Who were the people who influenced your technique-cum-philosophy?
“Probably Dr B, (Dr Wilfried Bechtolsheimer, the German dressage aficionado who has been a long time resident of Great Britain, and who was a reserve rider for the British Olympic team to go to Atlanta. His daughter, Laura is one of the current stars of British dressage) but bear in mind, before him came Sheila Wilcox. She was a pioneer in British Equestrian sport, not only as a rider but in the way she kept horses and trained horses. She was an event rider and one of the first to ‘do’ dressage in those days. She was a huge stickler for all the details. She’d influenced Dr B, and I went to Dr B as a very naïve young person, ready to take anything on board and just do as I was told, which you do at that age. That was the routine I learned and I think the way I deal with things, and the attention to detail, probably comes from there.”
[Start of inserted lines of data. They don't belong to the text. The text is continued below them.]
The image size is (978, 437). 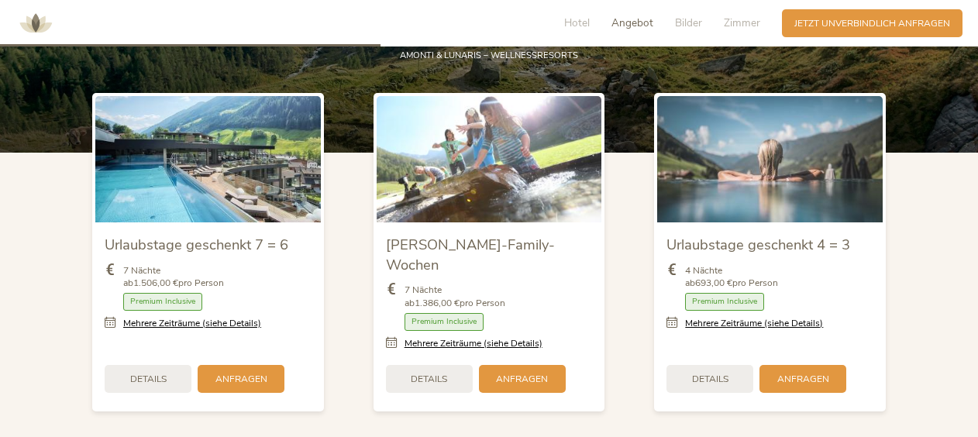 What do you see at coordinates (732, 277) in the screenshot?
I see `span: 4 Nächte ab pro Person` at bounding box center [732, 277].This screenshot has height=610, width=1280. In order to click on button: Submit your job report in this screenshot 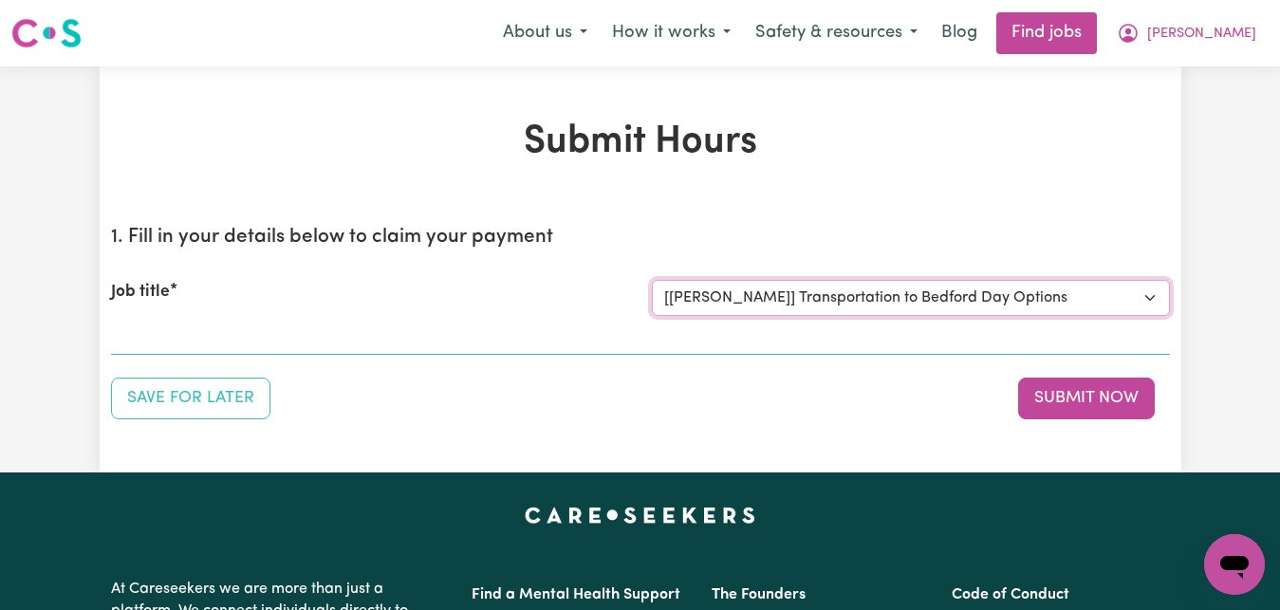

“The other influences are people nobody has ever heard of – the couple I evented for Jannie and Christopher Taylor, they took me on as family really, when I came to live from the island of Sark. I suppose it was the way they dealt with horses, they bought complete and utter wrecks and turned them around – that’s where my problem dealing probably comes from, but the routine would be from Dr B’s.”
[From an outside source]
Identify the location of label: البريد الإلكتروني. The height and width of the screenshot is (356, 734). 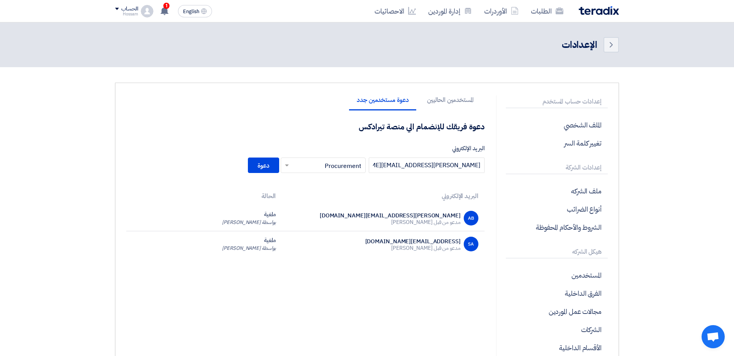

Do you think it was a big advantage that you got the ride on a super horse – Giorgione – so early in your career?
“The interesting thing is that my route to the top is pretty much the way Charlotte has gone to the top. I did my first Grand Prix in March and rode in the World Games in June or July of that year. It’s a very fast track, but it does go to show that when you’ve got a horse like that, it can happen. But I’ll never forget after I’d done my first World Championship, someone said to me when I got home, ‘you’ve learned to steer your way around a Grand Prix, now you have to learn how to train…’ That’s something you really realize over time. You might consider yourself slightly clever for riding at a Championship, but training a horse is a whole different ball game.”
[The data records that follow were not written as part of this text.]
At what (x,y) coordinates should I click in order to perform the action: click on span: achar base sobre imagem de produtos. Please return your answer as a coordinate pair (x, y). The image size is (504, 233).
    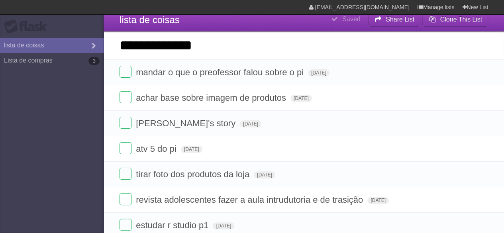
    Looking at the image, I should click on (212, 98).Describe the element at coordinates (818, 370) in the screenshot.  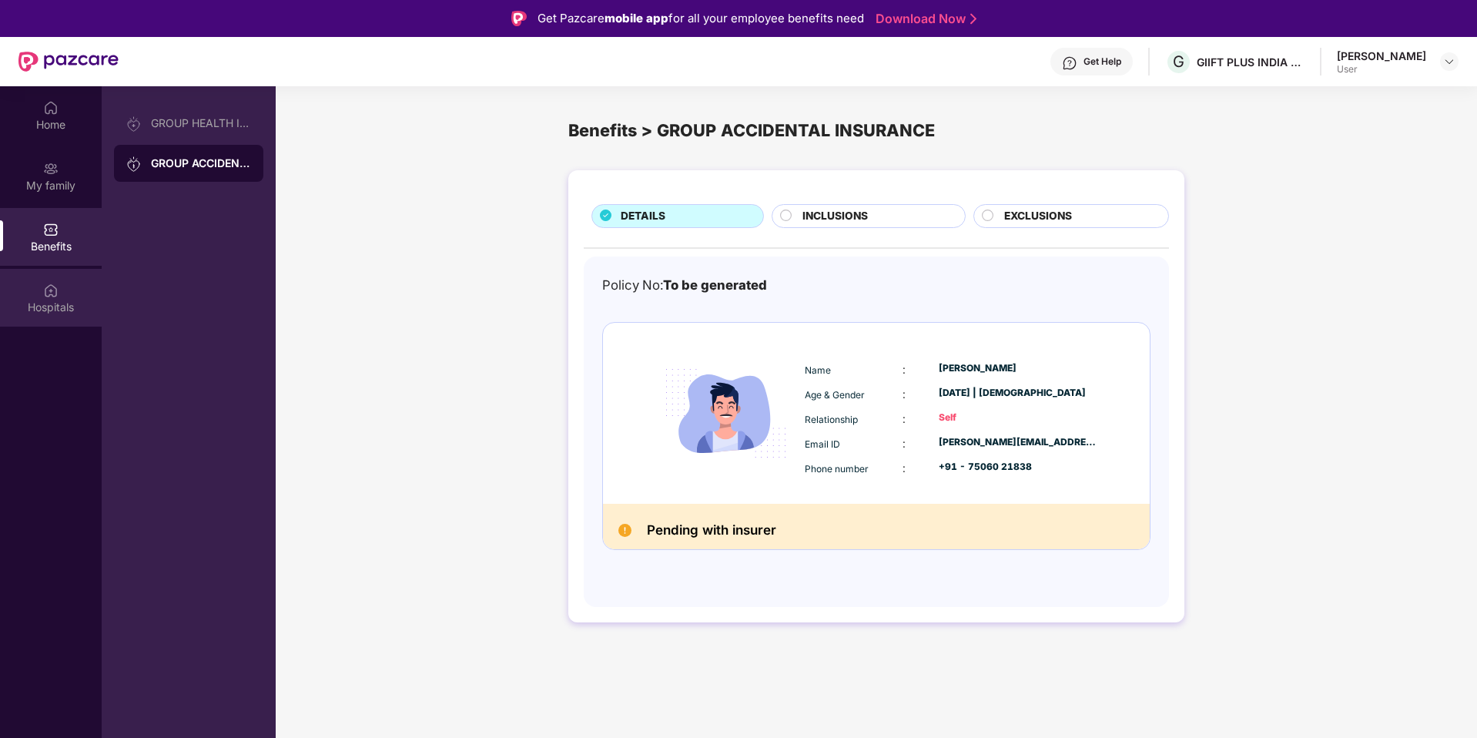
I see `span: Name` at that location.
Is Uthopia the best one you’ve ever trained?
“I think Valegro is the best one I’ve ever trained. I think that horse has gold medal quality and I think Uthopia is not far behind. With Uthopia I’m up against God’s gift which is that freaking little walk, and there’s not a lot I can do about that – whereas Valegro has the whole package. Their temperaments and their trainability are really top, and the elasticity that they both have in the trot and the canter, but Valegro just has the edge with the bigger walk.”
You won’t be twitter-and-bisted if Charlotte beats you?
“Noooh! That doesn’t interest me at all, it’s a sign of age Chris, you know what that is. I get as much pleasure from watching someone else ride my horse as I do riding myself. In fact, as you get older, it’s a darn sight bloody easier making someone else do it. If she does it, that’s my success as well. She’s the rider, but I produced them and if she beats me… I won’t be letting it happen, but it would give me as much pleasure if it did happen.”